Both Worcester cathedral and Great Malvern Priory church have fine surviving medieval misericords. Misericords were shallow shelves on the underside of hinged seats in the Choir of a medieval monastic church which allowed the allowed the monk a rest point while remaining standing as was required for much of the eight dayly acts of worship which the brethren were required to attend. The word is derived from the Latin for ‘mercy’, as in a section of the Catholic Mass.
Most surviving misericords have under the shallow shelf a central wood carving with two ‘supporters’, carvings, either side. The one from Malvern church illustrated above shows a swineherd shaking acorns from an oak tree for the domesticated boar (swine) to feed on. Often the ‘supporters’ were unrelated to the central carving. Clearly here the misericords were the handiwork of a very skilled, a relatively expensive, carver. The misericord shown here was originally one of 12 forming a ‘Kalendar’, but successive restorations muddled the sequence.
Misericords provide much evidence of medieval folklore, costumes and ideas, they are a product of their time. Presumably the wood-carver had a high degree of freedom in choosing what to portray as some are very irreverent. For example another misericord at Malvern shows three mice hanging a cat from a beam with two owls as supporters. This, maybe, to reverse convention, ‘cats eat mice’, or symbolic in some way as the medieval mind would have known what the cat, the mice and the owls represented. One explanation for the freedom given to the wood-carver is that religious representations were unsuitable for sitting on – an explanation that seems to me lacking.
Another brilliant programme last night on Channel 4 about the great progresses made in cosmology and current ideas about ‘dark matter’ and ‘dark energy’. It is amazing that we are witnessing an age when the origin, nature and future of the Universe are being revealed.
Would, please, anyone who reads this stuff send me a message – its a lonely pursuit.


• TASK STATEMENT: In the data below, find every line that has the string "icon", and copy it.

• INPUT MATERIAL:

--- START ---

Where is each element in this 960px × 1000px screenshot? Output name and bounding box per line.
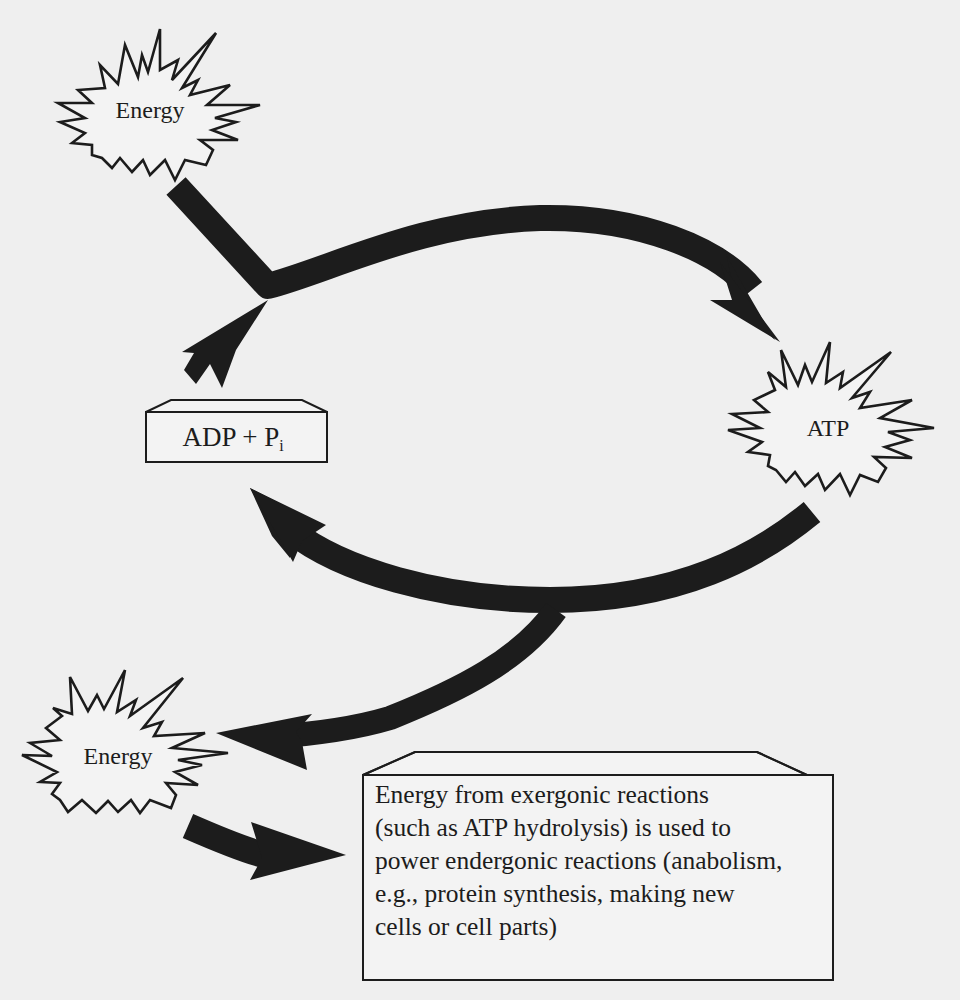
explanation-line: e.g., protein synthesis, making new bbox=[375, 877, 785, 910]
explanation-line: Energy from exergonic reactions bbox=[375, 778, 785, 811]
arrow-atp-to-adp-icon bbox=[250, 488, 812, 600]
explanation-line: (such as ATP hydrolysis) is used to bbox=[375, 811, 785, 844]
arrow-adp-to-junction-icon bbox=[182, 300, 268, 388]
explanation-text: Energy from exergonic reactions (such as… bbox=[375, 778, 785, 943]
arrow-energy-to-atp-icon bbox=[176, 186, 780, 342]
adp-label-subscript: i bbox=[279, 437, 283, 454]
energy-bottom-label: Energy bbox=[84, 743, 153, 770]
atp-cycle-diagram: Energy ATP ADP + Pi Energy Energy from e… bbox=[0, 0, 960, 1000]
arrow-energy-to-explanation-icon bbox=[188, 822, 346, 880]
arrow-atp-to-energy-icon bbox=[216, 610, 556, 770]
explanation-line: power endergonic reactions (anabolism, bbox=[375, 844, 785, 877]
atp-label: ATP bbox=[807, 415, 850, 442]
adp-label-main: ADP + P bbox=[182, 422, 279, 452]
energy-top-label: Energy bbox=[116, 97, 185, 124]
energy-bottom-burst-icon bbox=[22, 670, 228, 813]
explanation-line: cells or cell parts) bbox=[375, 910, 785, 943]
adp-label: ADP + Pi bbox=[182, 422, 283, 453]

--- END ---

• EXERCISE RESPONSE:
arrow-atp-to-adp-icon bbox=[250, 488, 812, 600]
arrow-adp-to-junction-icon bbox=[182, 300, 268, 388]
arrow-energy-to-atp-icon bbox=[176, 186, 780, 342]
arrow-energy-to-explanation-icon bbox=[188, 822, 346, 880]
arrow-atp-to-energy-icon bbox=[216, 610, 556, 770]
energy-bottom-burst-icon bbox=[22, 670, 228, 813]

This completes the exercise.